Proof is, of course, a core issue in math education.
In the traditional model, it is taught as part of a tenth grade all-geometry class. This has in fact not worked so well for most students. As more and more students have been taking that class, at a younger and younger age, the intellectual challenge has been reduced by turning the writing of proof into a mechanical exercise (two-column proofs with strict guidelines), while at the same time tracking students who are perceived to be less likely to succeed in this enterprise into no-proof classes (sometimes called "inductive" or "informal" geometry.)
Many math teachers and curriculum developers, reacting to this problematic situation, have worked on injecting interesting mathematics into lower-track geometry classes, with some measure of success. Several arguments are raised in favor of this approach: the old method did not work for most students; students need some grounding in actual geometry before proof is meaningful; our country does not need more mathematicians as much as more engineers, scientists, and statisticians -- in other words people who use mathematics, not people who do mathematics.
There is much merit to those arguments, but in my view some reformers have gone too far away from teaching proof, true to American education's tradition of extreme pendulum swings, which go along with a loss of perspective and set us up for backlash. For one thing, this approach has reinforced the existing paradigm: upper tracks are condemned to a mind-numbing forced march through a traditional text, memorizing theorems and combining them in two-column proofs. Lower tracks do some interesting work, but are shielded from proof.
I have attempted to navigate a middle path. Along with my colleagues at the Urban School of San Francisco, I have developed a geometry course which tries to incorporate both geometric meaning and formal deduction. We introduce formal proof in the second half of the course, once students have developed some visual and logical sense while working on key geometric concepts, such as angles, circles, and the Pythagorean theorem. The heart of this process is a unit on quadrilaterals, during which students make conjectures, and then use counter-examples and proofs to sort out which of those conjectures are true, and which false.
Unfortunately, even this more sensible approach is too difficult for some and insufficient for others. Back when I was teaching, I tried to offer more to my stronger students in 11th-12th grade electives, where I introduced proof by mathematical induction and proof by contradiction (Infinity), and some geometric proofs about transformational geometry and about polyhedra (Space) at an age and to a group where there is more chance of success.
I do all this not because I believe that writing mathematical proofs is an important job skill for most people, but because it is a foundational component of intellectual culture the world over, and what many consider to be the essence of mathematics. All our students deserve an introduction to this way of thinking.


- [PROBLEM DESCRIPTION] The required output is the line containing "Hunt for window." followed by each line through the end of the data below, repeated exactly and with nothing added.
----- MATERIAL PROVIDED
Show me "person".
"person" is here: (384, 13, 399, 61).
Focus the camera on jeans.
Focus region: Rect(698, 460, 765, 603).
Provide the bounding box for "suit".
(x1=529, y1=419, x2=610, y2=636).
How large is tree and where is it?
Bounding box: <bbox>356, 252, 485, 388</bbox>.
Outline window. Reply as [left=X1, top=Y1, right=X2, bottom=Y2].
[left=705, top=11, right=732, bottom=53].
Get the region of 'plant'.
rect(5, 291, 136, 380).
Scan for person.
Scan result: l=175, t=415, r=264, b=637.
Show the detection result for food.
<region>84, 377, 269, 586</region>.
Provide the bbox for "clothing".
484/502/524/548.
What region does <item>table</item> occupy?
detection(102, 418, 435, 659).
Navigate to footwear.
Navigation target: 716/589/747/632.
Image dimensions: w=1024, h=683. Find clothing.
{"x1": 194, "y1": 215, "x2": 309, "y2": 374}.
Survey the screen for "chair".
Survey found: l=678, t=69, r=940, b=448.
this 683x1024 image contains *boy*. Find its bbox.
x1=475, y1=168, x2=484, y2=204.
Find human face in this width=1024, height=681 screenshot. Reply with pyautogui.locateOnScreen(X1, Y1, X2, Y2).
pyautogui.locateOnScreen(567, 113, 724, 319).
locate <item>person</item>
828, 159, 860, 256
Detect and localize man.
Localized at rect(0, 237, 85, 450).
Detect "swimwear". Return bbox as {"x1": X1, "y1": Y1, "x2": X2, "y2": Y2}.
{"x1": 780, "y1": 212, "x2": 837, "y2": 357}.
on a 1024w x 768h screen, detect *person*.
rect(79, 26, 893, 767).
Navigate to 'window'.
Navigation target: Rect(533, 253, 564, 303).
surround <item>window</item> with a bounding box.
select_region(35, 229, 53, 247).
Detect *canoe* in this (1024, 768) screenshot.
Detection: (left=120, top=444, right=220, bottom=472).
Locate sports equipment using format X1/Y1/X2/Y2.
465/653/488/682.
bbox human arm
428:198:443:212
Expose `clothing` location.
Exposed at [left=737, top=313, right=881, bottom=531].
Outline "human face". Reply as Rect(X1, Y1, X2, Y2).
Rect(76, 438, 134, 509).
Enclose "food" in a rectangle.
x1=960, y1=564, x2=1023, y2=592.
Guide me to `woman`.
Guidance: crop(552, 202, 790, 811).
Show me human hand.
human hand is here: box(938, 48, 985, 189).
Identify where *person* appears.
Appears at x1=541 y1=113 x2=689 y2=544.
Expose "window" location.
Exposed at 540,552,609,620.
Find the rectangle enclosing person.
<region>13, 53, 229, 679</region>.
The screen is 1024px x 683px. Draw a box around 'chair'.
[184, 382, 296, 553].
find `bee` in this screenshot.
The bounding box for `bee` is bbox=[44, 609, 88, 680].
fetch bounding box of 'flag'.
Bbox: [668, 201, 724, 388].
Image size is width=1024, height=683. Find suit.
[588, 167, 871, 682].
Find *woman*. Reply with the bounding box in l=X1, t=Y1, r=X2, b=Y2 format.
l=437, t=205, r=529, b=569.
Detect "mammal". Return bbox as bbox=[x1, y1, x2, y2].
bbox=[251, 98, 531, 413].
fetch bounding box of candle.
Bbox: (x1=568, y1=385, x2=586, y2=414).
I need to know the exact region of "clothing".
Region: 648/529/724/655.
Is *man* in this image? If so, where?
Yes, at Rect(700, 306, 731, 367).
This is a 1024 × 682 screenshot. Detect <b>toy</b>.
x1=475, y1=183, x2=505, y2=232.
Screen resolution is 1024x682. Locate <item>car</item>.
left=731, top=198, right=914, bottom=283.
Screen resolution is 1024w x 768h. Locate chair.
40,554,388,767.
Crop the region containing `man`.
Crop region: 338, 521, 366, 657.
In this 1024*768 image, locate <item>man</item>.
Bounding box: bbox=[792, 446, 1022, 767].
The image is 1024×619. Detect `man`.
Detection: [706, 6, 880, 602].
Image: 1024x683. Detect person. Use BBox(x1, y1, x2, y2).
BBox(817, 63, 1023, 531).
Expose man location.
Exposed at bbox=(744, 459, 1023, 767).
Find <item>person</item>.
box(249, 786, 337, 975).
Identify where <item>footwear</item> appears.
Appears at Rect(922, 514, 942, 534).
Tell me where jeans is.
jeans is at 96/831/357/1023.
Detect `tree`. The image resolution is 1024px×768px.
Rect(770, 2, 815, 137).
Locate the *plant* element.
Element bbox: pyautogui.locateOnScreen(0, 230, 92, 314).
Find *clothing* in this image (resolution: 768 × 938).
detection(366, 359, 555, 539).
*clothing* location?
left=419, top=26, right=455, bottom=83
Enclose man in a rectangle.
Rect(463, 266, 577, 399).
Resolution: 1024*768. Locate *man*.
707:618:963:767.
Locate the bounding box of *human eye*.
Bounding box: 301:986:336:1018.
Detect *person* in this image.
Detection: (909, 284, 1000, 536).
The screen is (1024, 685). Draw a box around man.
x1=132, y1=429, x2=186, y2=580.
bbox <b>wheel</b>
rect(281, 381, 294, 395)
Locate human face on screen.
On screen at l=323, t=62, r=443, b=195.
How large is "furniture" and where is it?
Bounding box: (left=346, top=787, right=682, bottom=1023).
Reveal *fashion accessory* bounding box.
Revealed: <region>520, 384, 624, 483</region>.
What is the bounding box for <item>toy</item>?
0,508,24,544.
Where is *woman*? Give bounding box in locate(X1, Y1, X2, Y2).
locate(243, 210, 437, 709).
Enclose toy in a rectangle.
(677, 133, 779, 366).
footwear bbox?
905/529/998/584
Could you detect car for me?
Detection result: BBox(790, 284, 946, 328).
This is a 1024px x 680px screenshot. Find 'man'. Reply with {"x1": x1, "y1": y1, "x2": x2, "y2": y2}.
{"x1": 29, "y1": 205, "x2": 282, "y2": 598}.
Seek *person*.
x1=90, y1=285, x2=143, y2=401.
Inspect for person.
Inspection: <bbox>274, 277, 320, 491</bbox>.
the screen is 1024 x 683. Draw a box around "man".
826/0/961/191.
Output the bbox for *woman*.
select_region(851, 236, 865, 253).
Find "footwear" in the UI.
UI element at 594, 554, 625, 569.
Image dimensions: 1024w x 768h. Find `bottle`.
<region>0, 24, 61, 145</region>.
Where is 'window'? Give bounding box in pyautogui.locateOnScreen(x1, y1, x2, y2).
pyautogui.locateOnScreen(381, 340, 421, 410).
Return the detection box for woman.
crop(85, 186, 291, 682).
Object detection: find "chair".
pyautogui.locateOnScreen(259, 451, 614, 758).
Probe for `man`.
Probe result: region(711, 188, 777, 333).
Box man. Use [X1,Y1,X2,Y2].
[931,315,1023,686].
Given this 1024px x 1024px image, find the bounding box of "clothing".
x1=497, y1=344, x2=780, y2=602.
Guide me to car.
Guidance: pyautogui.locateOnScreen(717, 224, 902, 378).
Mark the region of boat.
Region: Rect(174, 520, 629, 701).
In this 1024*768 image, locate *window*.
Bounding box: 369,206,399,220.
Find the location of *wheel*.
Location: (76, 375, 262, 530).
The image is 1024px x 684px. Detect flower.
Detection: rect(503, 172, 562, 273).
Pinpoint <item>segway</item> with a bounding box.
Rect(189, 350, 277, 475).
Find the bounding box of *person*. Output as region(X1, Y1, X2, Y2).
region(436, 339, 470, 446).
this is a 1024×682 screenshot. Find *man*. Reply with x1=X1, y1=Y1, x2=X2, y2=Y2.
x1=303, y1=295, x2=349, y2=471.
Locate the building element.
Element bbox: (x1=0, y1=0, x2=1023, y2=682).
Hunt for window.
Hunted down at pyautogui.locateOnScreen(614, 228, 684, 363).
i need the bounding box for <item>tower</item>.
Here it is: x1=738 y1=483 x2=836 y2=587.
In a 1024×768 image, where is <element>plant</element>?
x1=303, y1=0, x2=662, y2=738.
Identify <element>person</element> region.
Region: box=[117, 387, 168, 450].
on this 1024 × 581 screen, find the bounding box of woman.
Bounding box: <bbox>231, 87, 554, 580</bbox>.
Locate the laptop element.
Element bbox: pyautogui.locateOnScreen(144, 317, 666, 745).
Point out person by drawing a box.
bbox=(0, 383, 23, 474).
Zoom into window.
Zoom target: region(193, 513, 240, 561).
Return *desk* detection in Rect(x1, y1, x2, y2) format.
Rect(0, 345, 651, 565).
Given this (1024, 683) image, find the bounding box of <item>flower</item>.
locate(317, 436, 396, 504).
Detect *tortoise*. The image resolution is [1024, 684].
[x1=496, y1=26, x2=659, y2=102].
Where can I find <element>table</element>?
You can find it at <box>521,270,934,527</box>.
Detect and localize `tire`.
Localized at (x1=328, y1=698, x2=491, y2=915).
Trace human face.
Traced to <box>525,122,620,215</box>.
----------
- [EXERCISE ANSWER]
Hunt for window.
Hunted down at pyautogui.locateOnScreen(614, 228, 684, 363).
i need the bounding box for <item>tower</item>.
Here it is: x1=738 y1=483 x2=836 y2=587.
In a 1024×768 image, where is <element>plant</element>?
x1=303, y1=0, x2=662, y2=738.
Identify <element>person</element> region.
Region: box=[117, 387, 168, 450].
on this 1024 × 581 screen, find the bounding box of woman.
Bounding box: <bbox>231, 87, 554, 580</bbox>.
Locate the laptop element.
Element bbox: pyautogui.locateOnScreen(144, 317, 666, 745).
Point out person by drawing a box.
bbox=(0, 383, 23, 474).
Zoom into window.
Zoom target: region(193, 513, 240, 561).
Return *desk* detection in Rect(x1, y1, x2, y2) format.
Rect(0, 345, 651, 565).
Given this (1024, 683) image, find the bounding box of <item>flower</item>.
locate(317, 436, 396, 504).
Detect *tortoise*. The image resolution is [1024, 684].
[x1=496, y1=26, x2=659, y2=102].
Where can I find <element>table</element>?
You can find it at <box>521,270,934,527</box>.
Detect and localize `tire`.
Localized at (x1=328, y1=698, x2=491, y2=915).
Trace human face.
Traced to <box>525,122,620,215</box>.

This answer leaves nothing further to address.